I’m pretty sure Kate Middleton wants to be me.
First, the chick followed me to St. Andrews University, where we both met our prince charmings. She got engaged to hers in Kenya — as did I — and we both had royal weddings: hers in front of the Queen of England at Westminster Abbey, mine performed by the King of Rock and Roll in a Vegas chapel.
A few years later she gave birth to a boy — like I did. And less than two years after that she had a girl — also like I did.
Seriously, Kate. You need to back the s—t off.
Alas, if I’m realistic about it, our commonalities are on paper only. Nowhere is this more true than with the fact we have both delivered babies “naturally” in London hospitals.
Much has been made here in the U.S. of Kate’s decision to go the natural route in her labor and delivery. But having experienced a “natural,” midwife-supervised delivery in Britain, I can’t help but feel like Inigo Montoya when he utters his second best line in The Princess Bride:
“You keep using that word. I do not think it means what you think it means.”
My son’s 22-hour delivery involved the following: an induction of labor, a shot of pethidine, a membrane “sweep,” pitocin, a failed epidural, a steady stream of nitrous oxide to help me pass out between contractions and an episiotomy. The only intervention I didn’t receive was a C-section, not that I didn’t beg for one. That or for someone to kill me.
When it was all over, a beaming midwife leaned over my hospital bed and said, “Aren’t you glad you did that the natural way?”
THE WHAT???
Having just been through the most unnatural experience of my life — and still sporting a righteous buzz from the laughing gas — I was convinced she was a hallucination until she leaned over and stuck me with a needle for a blood test. (They wanted to check my hemoglobin levels. You know, how animals do in the wild once they’ve eaten the afterbirth.)
A British midwife friend later explained that this young woman was referring to the fact that my son used the, um, traditional, or, (DAD, STOP READING HERE) vaginal entrance.
This meant that, despite the interventions, the substances both injected and inhaled, and the slicing and dicing, his would go on record as being a “natural” delivery. And I would get a sash from the NHS saying: “I birthed naturally. Ask me how.” Or something.

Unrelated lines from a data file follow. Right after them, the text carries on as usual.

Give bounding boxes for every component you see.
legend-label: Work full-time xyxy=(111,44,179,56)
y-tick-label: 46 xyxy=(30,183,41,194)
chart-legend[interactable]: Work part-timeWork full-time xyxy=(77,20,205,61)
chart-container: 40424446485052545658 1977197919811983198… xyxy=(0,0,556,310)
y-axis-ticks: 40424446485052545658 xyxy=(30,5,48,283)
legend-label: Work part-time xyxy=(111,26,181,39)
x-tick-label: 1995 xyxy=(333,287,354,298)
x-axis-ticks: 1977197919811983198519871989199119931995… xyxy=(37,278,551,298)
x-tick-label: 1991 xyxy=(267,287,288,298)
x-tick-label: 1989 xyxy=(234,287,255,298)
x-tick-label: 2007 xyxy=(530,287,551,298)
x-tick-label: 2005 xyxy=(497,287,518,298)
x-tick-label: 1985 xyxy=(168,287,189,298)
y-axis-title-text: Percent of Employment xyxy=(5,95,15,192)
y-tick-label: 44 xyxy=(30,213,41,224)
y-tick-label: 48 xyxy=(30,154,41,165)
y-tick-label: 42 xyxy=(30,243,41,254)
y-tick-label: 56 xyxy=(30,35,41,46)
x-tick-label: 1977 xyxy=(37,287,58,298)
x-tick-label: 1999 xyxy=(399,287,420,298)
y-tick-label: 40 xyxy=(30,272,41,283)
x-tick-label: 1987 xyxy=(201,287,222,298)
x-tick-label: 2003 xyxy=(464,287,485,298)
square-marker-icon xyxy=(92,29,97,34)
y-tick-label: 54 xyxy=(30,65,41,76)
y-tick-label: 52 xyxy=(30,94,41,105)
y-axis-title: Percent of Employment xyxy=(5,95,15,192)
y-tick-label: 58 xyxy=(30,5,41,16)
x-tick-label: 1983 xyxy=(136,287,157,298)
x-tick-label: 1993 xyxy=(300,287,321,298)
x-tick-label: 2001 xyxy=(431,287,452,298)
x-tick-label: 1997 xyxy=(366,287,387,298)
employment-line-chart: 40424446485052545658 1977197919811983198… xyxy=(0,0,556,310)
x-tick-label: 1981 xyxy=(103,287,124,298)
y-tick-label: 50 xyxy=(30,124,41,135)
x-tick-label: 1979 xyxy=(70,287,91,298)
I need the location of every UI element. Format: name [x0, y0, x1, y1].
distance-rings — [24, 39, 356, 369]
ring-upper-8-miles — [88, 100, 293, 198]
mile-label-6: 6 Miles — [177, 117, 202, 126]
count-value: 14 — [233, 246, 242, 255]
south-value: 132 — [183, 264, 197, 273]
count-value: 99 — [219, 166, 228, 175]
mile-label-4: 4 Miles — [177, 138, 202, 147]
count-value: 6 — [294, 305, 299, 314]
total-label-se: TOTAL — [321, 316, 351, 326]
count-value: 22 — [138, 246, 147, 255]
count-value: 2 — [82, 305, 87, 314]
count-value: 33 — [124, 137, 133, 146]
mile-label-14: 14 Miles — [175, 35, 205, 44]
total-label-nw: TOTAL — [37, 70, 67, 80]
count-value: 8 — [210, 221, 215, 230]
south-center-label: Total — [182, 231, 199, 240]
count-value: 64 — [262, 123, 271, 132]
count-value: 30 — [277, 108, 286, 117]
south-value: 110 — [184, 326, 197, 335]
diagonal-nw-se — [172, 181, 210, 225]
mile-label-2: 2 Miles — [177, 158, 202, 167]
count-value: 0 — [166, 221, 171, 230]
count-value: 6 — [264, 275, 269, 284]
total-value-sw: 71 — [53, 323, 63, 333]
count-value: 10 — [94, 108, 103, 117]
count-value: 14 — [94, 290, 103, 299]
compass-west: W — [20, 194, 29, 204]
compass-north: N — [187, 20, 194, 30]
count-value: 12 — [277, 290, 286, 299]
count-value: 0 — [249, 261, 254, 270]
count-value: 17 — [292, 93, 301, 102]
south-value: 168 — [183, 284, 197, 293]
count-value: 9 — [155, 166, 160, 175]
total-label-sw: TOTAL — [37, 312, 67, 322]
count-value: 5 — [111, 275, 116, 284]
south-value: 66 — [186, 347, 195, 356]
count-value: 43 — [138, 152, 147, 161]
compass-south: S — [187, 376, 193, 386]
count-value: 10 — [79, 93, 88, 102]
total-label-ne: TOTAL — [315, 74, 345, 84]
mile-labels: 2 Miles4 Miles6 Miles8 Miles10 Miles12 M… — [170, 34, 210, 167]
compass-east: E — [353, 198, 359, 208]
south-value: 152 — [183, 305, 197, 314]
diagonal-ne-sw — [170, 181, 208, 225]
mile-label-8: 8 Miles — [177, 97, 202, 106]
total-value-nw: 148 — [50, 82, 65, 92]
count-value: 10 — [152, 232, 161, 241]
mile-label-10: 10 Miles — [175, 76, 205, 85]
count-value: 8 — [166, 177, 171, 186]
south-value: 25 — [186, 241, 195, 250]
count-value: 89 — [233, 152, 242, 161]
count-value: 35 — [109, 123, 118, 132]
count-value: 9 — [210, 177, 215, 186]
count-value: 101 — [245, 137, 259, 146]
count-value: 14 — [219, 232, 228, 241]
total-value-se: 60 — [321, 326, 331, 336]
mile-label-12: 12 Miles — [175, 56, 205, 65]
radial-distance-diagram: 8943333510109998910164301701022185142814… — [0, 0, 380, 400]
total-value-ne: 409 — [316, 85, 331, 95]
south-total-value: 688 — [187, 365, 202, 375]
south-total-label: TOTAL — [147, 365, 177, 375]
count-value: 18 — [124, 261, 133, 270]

Now, we know for a fact — well, we don’t know it’s a fact, it’s just what we’ve been told — that Kate wasn’t induced. (Unless Will decided to grant her the ol’ “princely pardon,” if you know what I mean. Heh heh. The dawg.) And from the term “no recourse to serious painkillers,” we can deduce she didn’t receive an epidural.
But the average British woman has an arsenal of substances — from opioids to the aforementioned nitrous oxide — to help her keep her sanity during the hardest parts of labor.
According to my midwife friend, some do “cross the placenta” but none are considered serious. And because it was claimed that nothing serious was used, as opposed to nothing at all, it’s probable Kate availed herself of them.
As is her right. Trust me, I’m the last person in the world to turn up my nose up at how another woman delivers her own freakin’ child. But it amuses me to know the Duchess of Cambridge might have been high as a kite on nitrous oxide during the worst bits. I doubt she did impersonations of her midwives or said to her husband, “Punch me in the face. I won’t feel it!” as certain women may or may not have done when stoned on laughing gas during their deliveries. But you never know.
I have been told that nitrous oxide is now being used at more natural deliveries here in the U.S., and that is just fantastic as far as I’m concerned. But the American women I know who have given birth naturally used things such as hot water, deep breathing and meditation to help with the pain.
Initially, it bothered me that anyone cared at all how Kate Middleton gave birth. It is, ultimately, a personal decision and a personal moment and she will get so few of those now that she is part of the royal family.
But it occurred to me that this must be a huge deal for the people I know who espouse natural childbirth. Over the years, these women and their partners have received criticism and condemnation for choosing to have their babies at home or in a hospital with as few medical interventions as possible.
To have Kate Middleton, who is so respected and admired, choose to deliver her baby under similar circumstances must be a huge “F you!” to all the naysayers.
No woman should be called stupid or crazy or arrogant for how she chooses to welcome her child into the world.
But perhaps we could be a little more realistic here.
Unless one of the attendants breaks their legally induced silence, we will never have proof that Kate birthed in a hot tub surrounded by gentle deer to a chorus of bongo drums, as so many people seem to envision.
I’m not saying anyone will be writing the tell-all, “The Duchess Barfed Coronation Chicken While Huffing Nitrous Oxide and Trying to Strange Herself With a Curtain Sash,” either.
Although I would totally read that book.